Just listened this morning. Excellent as always.
Regarding Avatar, it does tend to function as you say as the big two-part season opener, and I think the fact that it feels so much like that and so much like you're just watching another episode is what led people to start calling it "season 8." I know that the editors and writers have never liked that characterisation of the series, nor even the word "relaunch" (since that term was supposed to apply only to Avatar and not to the series as a whole), but one might almost say they were too successful at their task of making it feel like "more DS9" in that regard. It's just too much like the real thing for us to think of it in any other way.
Again, the two-part season opener style of the story can be compared to "The Search" or "Way of the Warrior" (and Picard's inclusion was deliberately intended to evoke "Emissary"). But I do think that if any novel was released today that looked as objectively thin on the shelf as Avatar pt 2 does, it would generate a s**tstorm of complaints from readers proclaiming that Pocket are sucking up our money for substandard product. Of course, at the time many if not most ST novels were of comparable length to Avatar 2. That's another way in which Pocket shot themselves in the foot with their too-good-ness - they raised the bar so high that our expectations were raised with it, and now we expect Twilight-sized doorstops with everything. And the DS9-R series was really where that rise in quality began. Still, I'd rather have an important, consequential-feeling slim volume than 700 pages of rubbish.
A lot of readers questioned how come Avatar came out as two novels, given how slim part 2 was. I believe it was in Voyages of Imagination that Marco Palmieri is quoted as saying that if he were doing it again now it would be one book (much in the way that Voyager's re-relaunch Full Circle was made into one book rather than two, perhaps), but that he had intended it as two full-length novels at planning stage, and at least this way we get two gorgeous covers. He's not wrong there.
You also brought up Vaughn seeming like a "new Sisko". If I recall, that was a minor bone of contention among some people, claiming that Vaughn was simply a Sisko re-run.

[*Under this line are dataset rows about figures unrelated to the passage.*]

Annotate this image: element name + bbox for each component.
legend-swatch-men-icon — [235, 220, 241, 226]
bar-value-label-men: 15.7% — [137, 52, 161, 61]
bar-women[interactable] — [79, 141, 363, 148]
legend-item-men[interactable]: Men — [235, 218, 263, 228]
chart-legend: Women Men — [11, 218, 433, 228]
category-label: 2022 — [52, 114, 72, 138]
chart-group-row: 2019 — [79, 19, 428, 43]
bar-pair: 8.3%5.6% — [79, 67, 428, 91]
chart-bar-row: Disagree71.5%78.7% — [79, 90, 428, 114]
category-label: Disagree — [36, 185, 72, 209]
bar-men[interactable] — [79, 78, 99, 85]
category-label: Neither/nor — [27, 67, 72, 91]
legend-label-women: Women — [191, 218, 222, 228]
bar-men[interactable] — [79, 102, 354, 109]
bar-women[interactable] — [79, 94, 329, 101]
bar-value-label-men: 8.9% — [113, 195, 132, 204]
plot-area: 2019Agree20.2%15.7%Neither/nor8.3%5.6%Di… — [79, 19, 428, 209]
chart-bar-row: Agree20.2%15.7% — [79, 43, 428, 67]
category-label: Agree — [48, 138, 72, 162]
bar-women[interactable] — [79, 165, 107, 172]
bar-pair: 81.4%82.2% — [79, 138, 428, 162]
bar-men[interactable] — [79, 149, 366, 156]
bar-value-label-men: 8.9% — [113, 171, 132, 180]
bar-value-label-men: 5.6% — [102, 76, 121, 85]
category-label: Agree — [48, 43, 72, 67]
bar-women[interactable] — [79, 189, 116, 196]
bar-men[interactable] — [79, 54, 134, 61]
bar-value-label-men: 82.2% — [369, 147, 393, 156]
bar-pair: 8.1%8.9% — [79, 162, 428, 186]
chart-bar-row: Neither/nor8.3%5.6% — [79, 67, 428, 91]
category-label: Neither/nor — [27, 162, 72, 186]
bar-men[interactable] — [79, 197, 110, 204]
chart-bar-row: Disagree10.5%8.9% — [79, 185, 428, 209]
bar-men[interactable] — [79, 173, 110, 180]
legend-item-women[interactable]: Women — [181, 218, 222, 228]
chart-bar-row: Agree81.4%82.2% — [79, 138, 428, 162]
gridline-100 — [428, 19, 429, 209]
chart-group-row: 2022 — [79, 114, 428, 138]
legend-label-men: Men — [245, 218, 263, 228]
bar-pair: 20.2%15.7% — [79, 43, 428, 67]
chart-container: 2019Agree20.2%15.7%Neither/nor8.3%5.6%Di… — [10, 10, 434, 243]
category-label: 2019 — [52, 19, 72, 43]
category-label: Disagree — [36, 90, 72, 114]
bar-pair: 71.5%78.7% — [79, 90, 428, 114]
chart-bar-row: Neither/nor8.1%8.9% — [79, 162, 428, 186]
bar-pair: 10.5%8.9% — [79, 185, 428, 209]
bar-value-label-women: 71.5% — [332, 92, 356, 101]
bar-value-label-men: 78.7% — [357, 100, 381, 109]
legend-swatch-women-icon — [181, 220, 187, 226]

Lost their partners to the Borg, raising their children alone, disatisfied with life, came to Bajor, encountered an Orb, new lease on life. When seeing it broken down like that one can see their point - except that all of those elements are explored in very different ways, and whatever their paths, their personalities are markedly different. I also believe, as you seemed to be implying, that those similarities were entirely deliberate on Marco and SD Perry's parts, and would have had story consequences somewhere down the road (if that road hadn't been left unfinished). Those similiarities created (for me ar least) an underlying sense that Vaughn was going to be some kind of back-up Emissary - a sense that was deliberately played with and then subverted in The Soul Key.
And a last note about furry Ferengi. I have speculated that Ferengi actually find furry things scary and unnatural because animals don't have fur on Ferenginar - it would be counter-evolutionary in the waterlogged environment. And that's why Daimons and Ferengi enforcers wear fur - because to them it's scary.